Within minutes, the prison loudspeaker boomed out, “Karl Meyer, report to the chaplain’s office.” The raggedy pilgrim was Larry, allowed a surprise visit by his brother OMI priest , the chaplain, who limited the visit to a half-hour. There could not have been a greater contrast between Larry and the official prison chaplain, with his big ring of keys, his salary and benefits, his trailer home where he lived alone, and his passionate hobby of hunting ducks with his Labrador retriever.
When we next hear from Padre Lorenzo, he is living on the streets among the poorest of the poor in Recife, Brazil.The story deepens, the plot thickens, like the soup of salvaged vegetables that he brews each day on an open fire to share with his brothers and sisters on the street. After beautiful and awful experiences, he is arrested by brutal police, falsely accused of stealing the vegetable cart used to collect food, jailed in unspeakable conditions, beaten and brutalized by inmate thugs who run the cell in which he is housed. Missed by fellow OMIs in the Recife mission, he is finally located and released through the intercession of Dom Helder Camara, the saintly Archbishop of Recife. Then friends arrange an interview to tell his story to First Lady, Roslyn Carter, who is visiting Brazil. After six years in Brazil, he was felled by Hepatitis.
He spends several years as a Catholic Worker pilgrim in the United States, with a year in federal prison for going over the fence at the Pantex nuclear weapons assembly plant in Amarillo, Texas and later another fifteen months in prison for climbing a tree at Fort Benning Georgia with Father Roy Bourgeois and Linda Ventimiglia to broadcast the last appeal of Archbishop Oscar Romero to Salvadoran soldiers in training for counter insurgency warfare at the School of the Americas.

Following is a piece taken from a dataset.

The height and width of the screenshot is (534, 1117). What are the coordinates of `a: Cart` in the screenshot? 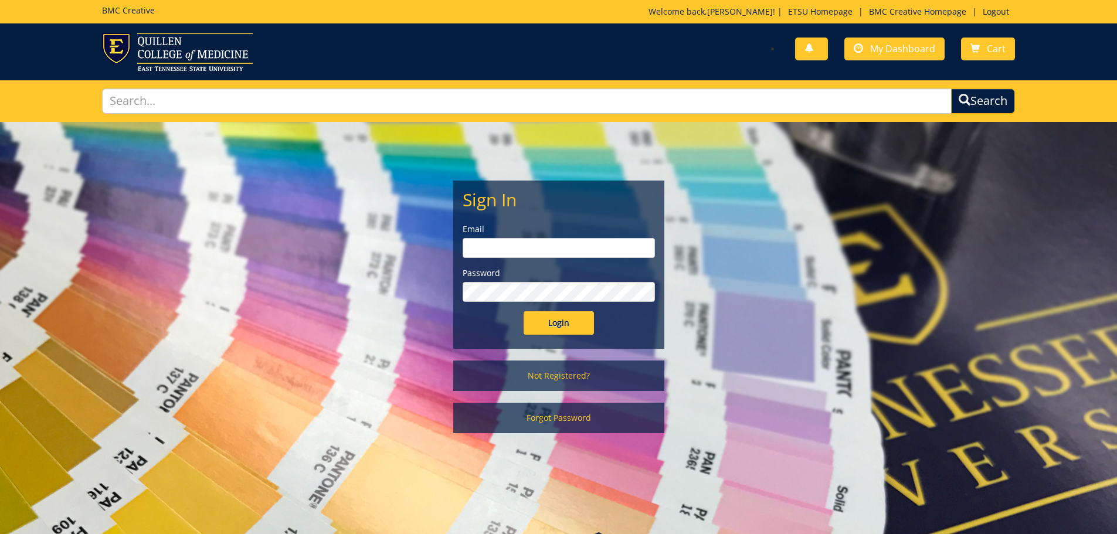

Can we stop now? No! By 1984 we find him working with Kathy and Phil Dahl-Bredine in a barrio of a small town in Chihuahua, Mexico. In 1986 he begins six years of accompaniment and priestly service among Salvadoran campesinos, returning to their fields after years as refugees from the terror and civil war of the 1980′s in El Salvador.
After a half year of recovery and renewal in the States, he is off again for seven years of parish ministry among indigenous tribal people in the mountains of northern Guatemala, communities still suffering from the effects of civil war there. The stories from his experience become even more compelling.
In 2000 at the age of sixty five, he returns to the US to care for his aging mother. Along the way he pulls together this book, saying near to the end of it, “After being back in the United States over two years I feel sort of like a fish out of water having been exposed to the poor and their living conditions, I anxiously await the day I can return to Guatemala.”
As I write this, Padre Lorenzo is again immersed in Guatemala and through the help of our friend Mary Lou Pedersen, I receive again his powerful Christmas letters.
In the words of T.S. Eliot’s “Four Quarters,” “The hint half guessed, the gift half understood is incarnation.” In the end, Lorenzo succeeds at two things at least, to be a true human being, and even to be a true Christian.